The wisdom of Oliver Sacks

Dr. Oliver Sacks, celebrated writer and neurologist, passed away from cancer at the age of 82 yesterday. Sacks was known for his empathy in writing and in practice, as well as the accessible way he wrote case studies from his medical work, like the popular “The Man Who Mistook His Wife For A Hat.”

His writing helped to educate the public about neurological problems. As The New York Times wrote about his life, “Describing his patients’ struggles and sometimes uncanny gifts, Dr. Sacks helped introduce syndromes like Tourette’s or Asperger’s to a general audience. But he illuminated their characters as much as their conditions; he humanized and demystified them.”

In February, Sacks wrote a beautifully moving essay in The New York Times, where he talked about his terminal diagnosis and what he wanted to do with the precious few months he had left. He was afraid, he acknowledged, but he was also grateful: “I have loved and been loved; I have been given much and I have given something in return; I have read and traveled and thought and written. I have had an intercourse with the world.”

In honor of his life, we’ve selected some of the best pieces of wisdom he had about life, death, and the incredible moments in between.

 “I want and hope in the time that remains to deepen my friendships, to say farewell to those I love, to write more, to travel if I have the strength, to achieve new levels of understanding and insight. This will involve audacity, clarity and plain speaking; trying to straighten my accounts with the world. But there will be time, too, for some fun (and even some silliness, as well).”

”My Own Life”, The New York Times

“Music can lift us out of depression or move us to tears—it is a remedy, a tonic, orange juice for the ear. But for many of my neurological patients, music is even more—it can provide access, even when no medication can, to movement, to speech, to life. For them, music is not a luxury, but a necessity.”

Musicophilia (2007)

“If we wish to know about a man, we ask ‘what is his story—his real, inmost story?’—for each of us is a biography, a story. Each of us is a singular narrative, which is constructed, continually, unconsciously, by, through, and in us—through our perceptions, our feelings, our thoughts, our actions; and, not least, our discourse, our spoken narrations. Biologically, physiologically, we are not so different from each other; historically, as narratives—we are each of us unique.”

The Man Who Mistook His Wife for a Hat (1985) 

“I do not think of old age as an ever grimmer time that one must somehow endure and make the best of, but as a time of leisure and freedom, freed from the factitious urgencies of earlier days, free to explore whatever I wish, and to bind the thoughts and feelings of a lifetime together.

”The Joy of Old Age (No Kidding.)”, The New York Times

“I love to discover potential in people who aren’t thought to have any.”

Interview with People. March 17, 1986

“To live on a day-to-day basis is insufficient for human beings; we need to transcend, transport, escape; we need meaning, understanding, and explanation; we need to see overall patterns in our lives. We need hope, the sense of a future. And we need freedom (or at least the illusion of freedom) to get beyond ourselves, whether with telescopes and microscopes and our ever-burgeoning technology or in states of mind which allow us to travel to other worlds, to transcend our immediate surroundings. We need detachment of this sort as much as we need engagement in our lives.”

Hallucinations (2012) 

“When people die, they cannot be replaced. They leave holes that cannot be filled, for it is the fate — the genetic and neural fate — of every human being to be a unique individual, to find his own path, to live his own life, to die his own death.”

”My Own Life”The New York Times

Rest in peace, Dr. Sacks. The world will miss you.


Problem details:
Comb the records below for the string "with" and copy each line where it turns up.

Recorded data:

++++++

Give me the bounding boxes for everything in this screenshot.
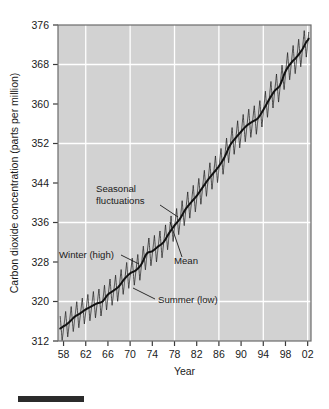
annotation-seasonal-fluctuations-label-line1: Seasonal (96, 183, 136, 194)
x-axis-tick-label-1978: 78 (169, 348, 181, 360)
x-axis-title: Year (174, 365, 196, 377)
x-axis-tick-label-1990: 90 (235, 348, 247, 360)
x-axis-tick-label-1994: 94 (257, 348, 269, 360)
y-axis-tick-label-368: 368 (31, 58, 49, 70)
x-axis-tick-label-1986: 86 (213, 348, 225, 360)
y-axis-tick-label-320: 320 (31, 295, 49, 307)
x-axis-tick-label-1982: 82 (191, 348, 203, 360)
y-axis-tick-label-352: 352 (31, 137, 49, 149)
y-axis-tick-label-312: 312 (31, 335, 49, 347)
chart-canvas: 3123203283363443523603683765862667074788… (0, 0, 329, 409)
x-axis-tick-label-1958: 58 (58, 348, 70, 360)
x-axis-tick-label-1970: 70 (124, 348, 136, 360)
y-axis-tick-label-360: 360 (31, 98, 49, 110)
x-axis-tick-label-2002: 02 (302, 348, 314, 360)
y-axis-tick-label-328: 328 (31, 256, 49, 268)
annotation-summer-low-label: Summer (low) (158, 294, 218, 305)
annotation-winter-high-label: Winter (high) (59, 249, 114, 260)
caption-rule (18, 396, 84, 402)
y-axis-tick-label-336: 336 (31, 216, 49, 228)
x-axis-tick-label-1962: 62 (80, 348, 92, 360)
co2-keeling-curve-figure: 3123203283363443523603683765862667074788… (0, 0, 329, 409)
y-axis-tick-label-376: 376 (31, 19, 49, 31)
annotation-mean-label: Mean (174, 255, 198, 266)
x-axis-tick-label-1974: 74 (146, 348, 158, 360)
annotation-seasonal-fluctuations-label-line2: fluctuations (96, 195, 145, 206)
y-axis-title: Carbon dioxide concentration (parts per … (8, 73, 20, 294)
y-axis-tick-label-344: 344 (31, 177, 49, 189)
x-axis-tick-label-1966: 66 (102, 348, 114, 360)
x-axis-tick-label-1998: 98 (280, 348, 292, 360)
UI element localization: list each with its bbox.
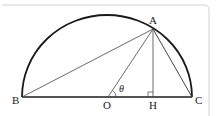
segment-oa — [108, 29, 153, 97]
semicircle-arc — [22, 15, 192, 97]
label-a: A — [149, 14, 157, 26]
label-b: B — [12, 94, 19, 106]
label-c: C — [195, 94, 202, 106]
segment-ab — [22, 29, 153, 97]
label-o: O — [103, 99, 111, 111]
label-h: H — [149, 99, 157, 111]
label-theta: θ — [119, 83, 124, 94]
segment-ac — [153, 29, 192, 97]
theta-angle-arc — [113, 90, 117, 97]
semicircle-diagram: A B O H C θ — [0, 0, 219, 116]
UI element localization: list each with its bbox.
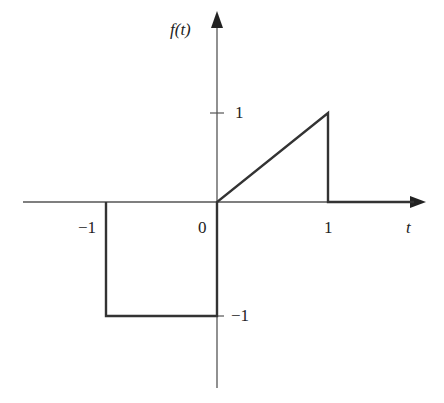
function-curve — [106, 113, 414, 316]
x-tick-label-0: 0 — [198, 219, 207, 236]
plot-svg — [0, 0, 444, 403]
chart-canvas: f(t) t −1 0 1 1 −1 — [0, 0, 444, 403]
x-tick-label-1: 1 — [324, 219, 333, 236]
y-axis-label: f(t) — [170, 21, 191, 38]
x-tick-label-neg1: −1 — [78, 219, 96, 236]
y-tick-label-1: 1 — [235, 104, 244, 121]
y-axis-arrow-icon — [211, 11, 223, 28]
y-tick-label-neg1: −1 — [231, 307, 249, 324]
x-axis-label: t — [406, 219, 411, 236]
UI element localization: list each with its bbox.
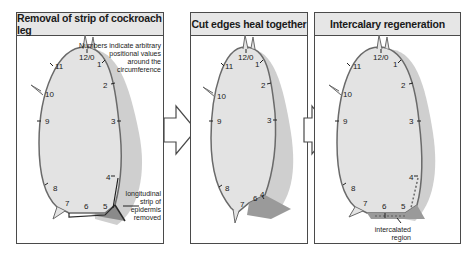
callout-line: strip of (140, 198, 161, 206)
note-line: around the (128, 58, 162, 65)
callout-line: removed (134, 214, 161, 221)
panel-regeneration: Intercalary regeneration 12/0 1 2 3 4 5 … (314, 12, 461, 244)
positional-value: 5 (103, 202, 108, 211)
positional-value: 7 (363, 199, 368, 208)
positional-value: 3 (111, 117, 116, 126)
cockroach-leg-diagram-removal: 12/0 1 2 3 4 5 6 7 8 9 10 11 Numbers ind… (17, 13, 165, 245)
note-line: circumference (117, 66, 161, 73)
positional-value: 3 (409, 117, 414, 126)
positional-value: 8 (225, 184, 230, 193)
positional-value: 11 (353, 62, 362, 71)
note-line: Numbers indicate arbitrary (79, 42, 162, 50)
positional-value: 9 (45, 117, 50, 126)
positional-value: 2 (401, 81, 406, 90)
positional-value: 6 (253, 194, 258, 203)
panel-heal: Cut edges heal together 12/0 1 2 3 4 6 7… (190, 12, 308, 244)
positional-value: 4 (409, 173, 414, 182)
positional-value: 8 (351, 184, 356, 193)
positional-value: 11 (225, 62, 234, 71)
positional-value: 10 (45, 90, 54, 99)
positional-value: 8 (53, 184, 58, 193)
positional-value: 6 (382, 202, 387, 211)
cockroach-leg-diagram-healed: 12/0 1 2 3 4 6 7 8 9 10 11 (191, 13, 309, 245)
positional-value: 12/0 (238, 53, 254, 62)
cockroach-leg-diagram-regenerated: 12/0 1 2 3 4 5 6 7 8 9 10 11 intercalate… (315, 13, 462, 245)
callout-line: intercalated (375, 226, 411, 233)
positional-value: 9 (217, 117, 222, 126)
positional-value: 7 (65, 199, 70, 208)
note-line: positional values (109, 50, 161, 58)
positional-value: 1 (255, 60, 260, 69)
positional-value: 10 (343, 90, 352, 99)
positional-value: 11 (55, 62, 64, 71)
positional-value: 12/0 (373, 53, 389, 62)
callout-line: epidermis (131, 206, 162, 214)
positional-value: 3 (267, 116, 272, 125)
positional-value: 12/0 (79, 53, 95, 62)
positional-value: 4 (260, 190, 265, 199)
positional-value: 1 (97, 60, 102, 69)
positional-value: 4 (106, 173, 111, 182)
positional-value: 2 (103, 81, 108, 90)
positional-value: 1 (393, 60, 398, 69)
callout-line: region (392, 234, 412, 242)
positional-value: 5 (401, 202, 406, 211)
positional-value: 6 (84, 202, 89, 211)
panel-removal: Removal of strip of cockroach leg 12/0 1… (16, 12, 164, 244)
positional-value: 9 (343, 117, 348, 126)
positional-value: 2 (261, 81, 266, 90)
positional-value: 7 (240, 200, 245, 209)
callout-line: longitudinal (126, 190, 162, 198)
positional-value: 10 (217, 92, 226, 101)
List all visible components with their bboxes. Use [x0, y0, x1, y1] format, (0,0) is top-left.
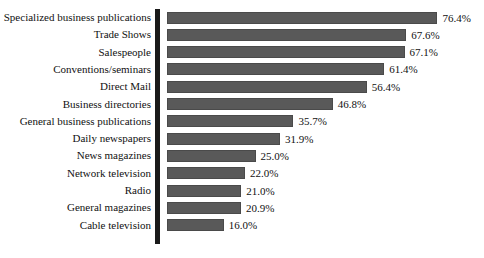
value-label: 20.9%: [246, 202, 274, 214]
value-label: 56.4%: [372, 81, 400, 93]
value-label: 67.1%: [410, 46, 438, 58]
bar: [167, 219, 224, 231]
bar: [167, 12, 437, 24]
bar-row: Conventions/seminars61.4%: [0, 61, 484, 78]
value-label: 46.8%: [338, 98, 366, 110]
bar-row: Business directories46.8%: [0, 96, 484, 113]
bar: [167, 29, 406, 41]
bar-chart: Specialized business publications76.4%Tr…: [0, 0, 484, 258]
category-label: Conventions/seminars: [1, 61, 151, 78]
category-label: Daily newspapers: [1, 130, 151, 147]
category-label: General magazines: [1, 199, 151, 216]
bar: [167, 133, 280, 145]
bar-row: News magazines25.0%: [0, 147, 484, 164]
bar-row: General magazines20.9%: [0, 199, 484, 216]
category-label: Cable television: [1, 217, 151, 234]
category-label: Salespeople: [1, 44, 151, 61]
value-label: 35.7%: [298, 115, 326, 127]
value-label: 16.0%: [229, 219, 257, 231]
category-label: General business publications: [1, 113, 151, 130]
value-label: 25.0%: [261, 150, 289, 162]
bar: [167, 185, 241, 197]
value-label: 76.4%: [442, 12, 470, 24]
bar: [167, 46, 405, 58]
bar-row: Specialized business publications76.4%: [0, 9, 484, 26]
bar-row: Salespeople67.1%: [0, 44, 484, 61]
category-label: Business directories: [1, 96, 151, 113]
bar-row: General business publications35.7%: [0, 113, 484, 130]
bar-row: Daily newspapers31.9%: [0, 130, 484, 147]
bar-row: Cable television16.0%: [0, 217, 484, 234]
category-label: Trade Shows: [1, 26, 151, 43]
bar-row: Radio21.0%: [0, 182, 484, 199]
bar: [167, 81, 367, 93]
bar-row: Network television22.0%: [0, 165, 484, 182]
category-label: News magazines: [1, 147, 151, 164]
category-label: Specialized business publications: [1, 9, 151, 26]
bar: [167, 115, 293, 127]
bar: [167, 202, 241, 214]
bar: [167, 167, 245, 179]
value-label: 67.6%: [411, 29, 439, 41]
value-label: 22.0%: [250, 167, 278, 179]
value-label: 21.0%: [246, 185, 274, 197]
category-label: Direct Mail: [1, 78, 151, 95]
value-label: 61.4%: [389, 63, 417, 75]
bar: [167, 150, 256, 162]
category-label: Network television: [1, 165, 151, 182]
bar: [167, 63, 384, 75]
plot-area: Specialized business publications76.4%Tr…: [0, 0, 484, 258]
category-label: Radio: [1, 182, 151, 199]
value-label: 31.9%: [285, 133, 313, 145]
bar-row: Direct Mail56.4%: [0, 78, 484, 95]
bar-row: Trade Shows67.6%: [0, 26, 484, 43]
bar: [167, 98, 333, 110]
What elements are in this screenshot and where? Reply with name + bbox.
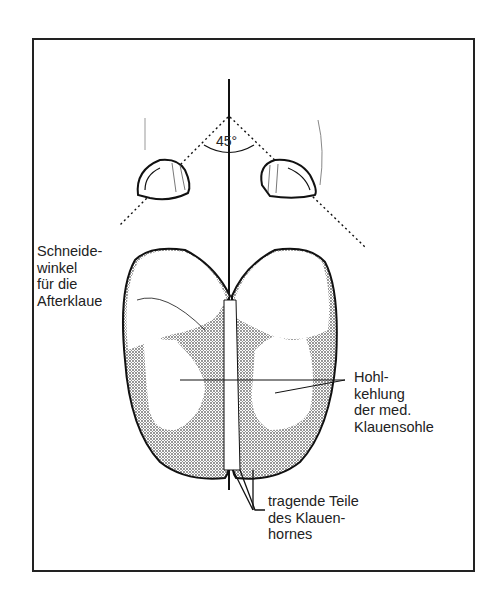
angle-label: 45° [216, 133, 237, 149]
label-bearing-parts: tragende Teile des Klauen- hornes [268, 493, 359, 543]
label-sole-concavity: Hohl- kehlung der med. Klauensohle [354, 369, 434, 435]
dewclaw-left [138, 160, 190, 200]
label-cutting-angle: Schneide- winkel für die Afterklaue [37, 243, 102, 309]
claw-right [232, 249, 337, 479]
claw-left [123, 249, 230, 479]
dewclaw-right [261, 160, 316, 198]
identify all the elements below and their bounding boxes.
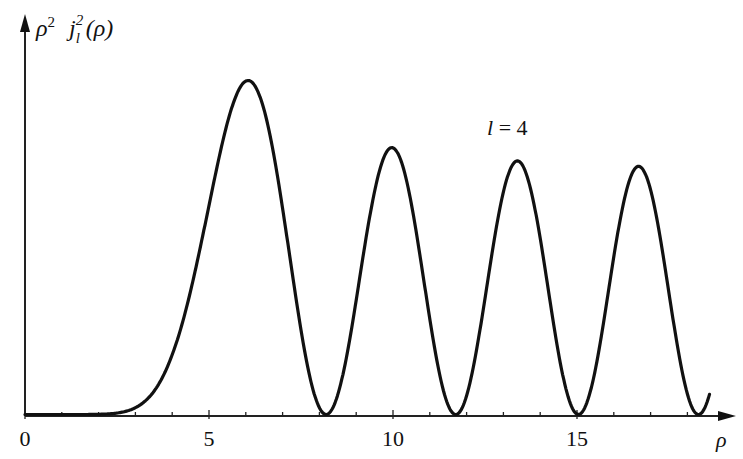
data-series-line (25, 81, 710, 415)
y-label-sup: 2 (76, 12, 84, 29)
y-label-j: j (69, 15, 76, 41)
annotation-value: = 4 (493, 115, 527, 140)
x-axis-label: ρ (716, 427, 727, 453)
y-label-rho: ρ (36, 15, 48, 41)
x-tick-label: 0 (20, 426, 31, 452)
y-label-arg: (ρ) (86, 15, 114, 41)
plot-canvas (0, 0, 743, 459)
x-tick-label: 5 (204, 426, 215, 452)
y-label-exp: 2 (48, 14, 56, 30)
y-axis-label: ρ2 j2l(ρ) (36, 14, 113, 42)
x-axis-arrow-icon (718, 411, 736, 421)
annotation-l-equals-4: l = 4 (487, 115, 528, 141)
y-axis-arrow-icon (20, 14, 30, 32)
x-tick-label: 10 (382, 426, 404, 452)
y-label-sub: l (76, 30, 80, 47)
x-tick-label: 15 (566, 426, 588, 452)
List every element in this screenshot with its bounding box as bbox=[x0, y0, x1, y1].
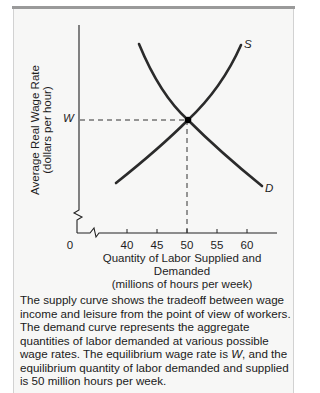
tick-label-0: 0 bbox=[67, 239, 73, 251]
tick-label-45: 45 bbox=[151, 239, 164, 251]
y-axis-label: Average Real Wage Rate (dollars per hour… bbox=[29, 65, 53, 195]
equilibrium-point bbox=[185, 117, 192, 124]
figure-caption: The supply curve shows the tradeoff betw… bbox=[20, 293, 292, 388]
x-axis-title: Quantity of Labor Supplied and Demanded bbox=[77, 252, 287, 278]
y-axis bbox=[74, 25, 82, 233]
x-axis-label: Quantity of Labor Supplied and Demanded … bbox=[77, 252, 287, 291]
x-axis-units: (millions of hours per week) bbox=[77, 278, 287, 291]
d-label: D bbox=[265, 182, 273, 194]
s-label: S bbox=[244, 38, 252, 50]
y-axis-units: (dollars per hour) bbox=[41, 65, 53, 195]
tick-label-60: 60 bbox=[241, 239, 254, 251]
tick-label-50: 50 bbox=[181, 239, 194, 251]
caption-italic-w: W bbox=[231, 347, 242, 360]
tick-label-55: 55 bbox=[211, 239, 224, 251]
y-axis-title: Average Real Wage Rate bbox=[29, 65, 41, 195]
supply-curve bbox=[116, 45, 241, 183]
tick-label-40: 40 bbox=[121, 239, 134, 251]
w-label: W bbox=[63, 112, 74, 124]
demand-curve bbox=[139, 44, 262, 186]
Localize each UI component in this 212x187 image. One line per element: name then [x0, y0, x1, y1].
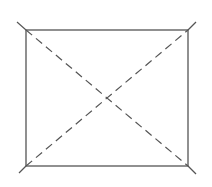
- diagram-canvas: [0, 0, 212, 187]
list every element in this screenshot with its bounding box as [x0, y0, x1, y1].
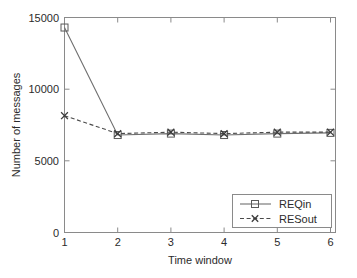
x-tick-label-5: 5 [274, 236, 280, 248]
y-tick-label-10000: 10000 [28, 83, 59, 95]
x-tick-label-4: 4 [221, 236, 227, 248]
y-tick-label-0: 0 [53, 227, 59, 239]
y-axis-label: Number of messages [10, 72, 22, 177]
x-tick-label-1: 1 [61, 236, 67, 248]
chart-figure: 15000 10000 5000 0 1 2 3 4 5 6 Time wind… [0, 0, 357, 278]
legend-label-reqin: REQin [279, 198, 311, 210]
data-series-layer [61, 24, 334, 139]
series-line-reqin [65, 28, 331, 136]
x-tick-label-2: 2 [115, 236, 121, 248]
x-tick-label-6: 6 [327, 236, 333, 248]
x-tick-label-3: 3 [168, 236, 174, 248]
x-axis-label: Time window [168, 254, 232, 266]
chart-svg: 15000 10000 5000 0 1 2 3 4 5 6 Time wind… [0, 0, 357, 278]
series-reqin [61, 24, 334, 139]
legend-label-resout: RESout [279, 213, 317, 225]
y-tick-label-15000: 15000 [28, 12, 59, 24]
chart-legend: REQin RESout [233, 195, 332, 228]
series-line-resout [65, 116, 331, 134]
y-tick-label-5000: 5000 [35, 155, 59, 167]
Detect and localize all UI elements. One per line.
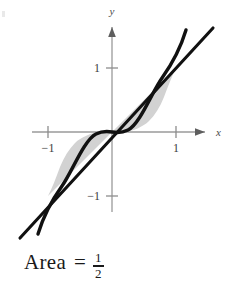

++++++

Expected answer:
UI element localization: list each with its bbox.
UI element localization: list each with its bbox.
UI element localization: list each with its bbox.
List all visible components with their bboxes. Use [x0, y0, x1, y1] format, (0,0) is top-left.
What elements are in this screenshot and where? Reply with name + bbox.
List every element in this screenshot with its bounding box as bbox=[x0, y0, x1, y1].
list every element in this screenshot with its bounding box as [x0, y0, x1, y1].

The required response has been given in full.